E. B. (Elwyn Brooks) White
 

Jesus was way cool. He told people to eat his body and drink his blood. That's so cool. Jesus was so cool. But then some people got jealous of how cool he was, so they killed him. But then he rose from the dead! He rose from the dead, danced around, and went up to heaven. I mean, that's so cool. Jesus was way cool. No wonder there are so many Christians.

 
John S. Hall
 

I was wondering the other day, why it is we turn pop figures into idols? I have a theory, of course. I think we have this need to be cool, that there is this undercurrent in society that says some people are cool and some people aren't. And it is very, very important that we are cool. So. when we find somebody who is cool on television or on the radio, we associate ourselves with this person to feel valid ourselves. And the problem I have with this is that we rarely know what the person believes whom we are associationg ourselves with. The problem with this is that it indicates there is less value in what people believe, what they stand for; it only matters that they are cool. In other words, who cares what I believe about life, I only care that I am cool.

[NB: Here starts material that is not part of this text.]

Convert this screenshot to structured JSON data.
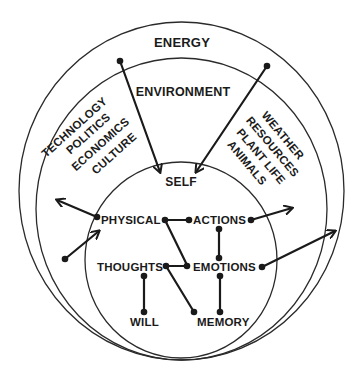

Because in the end, the undercurrent running through culture is not giving people value based upon what they believe and what they are doing to aid society, the undercurrent is deciding their value based upon whether of not they are cool.

 
Don Miller
 

Charlotte Brontë, with all her splendid gift for prose, stumbled and fell with that clumsy weapon in her hands. George Eliot committed atrocities with it that beggar description. Jane Austen looked at it and laughed at it and devised a perfectly natural, shapely sentence proper for her own use and never departed from it. Thus, with less genius for writing than Charlotte Brontë, she got infinitely more said.